There is no single correct path, and the right one depends heavily on the state. That said, attorneys often recommend a careful approach rather than signing off on the first number offered:

  • Requesting a copy of the full impairment report and reading exactly how the percentage was reached.
  • Asking the treating physician — the one who knows the injury best — whether they agree with the rating.
  • Looking into whether the state allows a second opinion or independent rating when the figures conflict.
  • Confirming that every injured body part, not just the main one, was evaluated.

Public agencies also publish a great deal of free background that helps workers understand their footing. The federal OSHA Workers’ Rights resource is one authoritative starting point for understanding the protections that apply on a jobsite, and many state workers’ compensation boards publish their own impairment schedules and dispute procedures.

The State-by-State Reality

It cannot be stressed enough: there is no national PPD system. State laws vary significantly regarding which impairment guide is used, how many weeks each body part is worth, whether earning capacity counts, and — critically — the deadlines to dispute a rating. In some states that window is measured in weeks, not months, and missing it can lock in a low number permanently.

Nothing here is legal or medical advice; it is general, informational background meant to help an injured worker ask sharper questions before accepting a figure that will shape the entire outcome of the claim.

See What Your Permanent Injury May Be Worth

Before accepting any impairment rating or settlement built on it, it helps to have an independent sense of where the numbers should realistically land. HardHat Rights offers a free, anonymous Benefits Estimator that walks through the same impairment and wage drivers insurers use, without asking for your name or signing you up for anything.
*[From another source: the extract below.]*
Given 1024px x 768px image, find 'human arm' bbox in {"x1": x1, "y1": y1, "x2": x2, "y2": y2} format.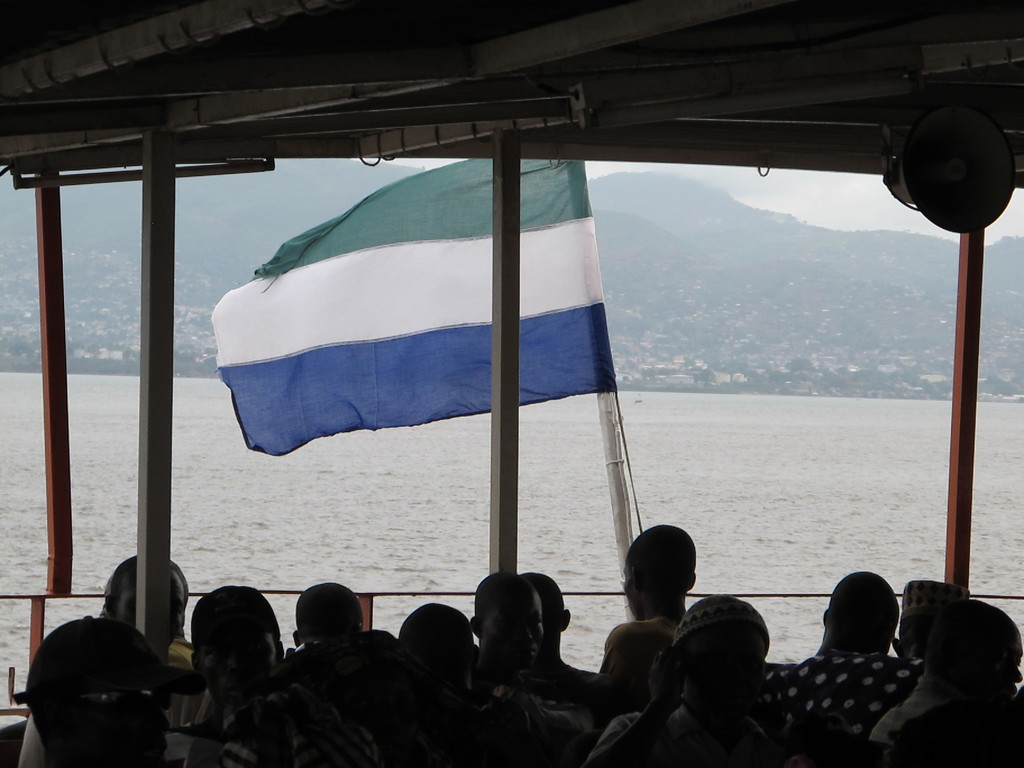
{"x1": 212, "y1": 705, "x2": 283, "y2": 767}.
Try the free, anonymous Benefits Estimator at HardHat Rights to see how your rating compares to what a serious construction injury is typically worth — and walk into your next conversation with the carrier informed instead of shortchanged.
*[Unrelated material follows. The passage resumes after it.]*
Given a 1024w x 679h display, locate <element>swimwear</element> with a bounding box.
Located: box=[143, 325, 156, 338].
Disclaimer: This website is for informational purposes only and does not constitute legal or medical advice. The content provided is not intended to be a substitute for professional medical advice, diagnosis, or treatment. Benefit estimates are approximations based on standard state formulas and do not account for your state’s specific caps or your individual circumstances. Always consult a licensed workers’ compensation attorney in your state for legal advice, and a qualified health provider regarding any medical conditions or treatment.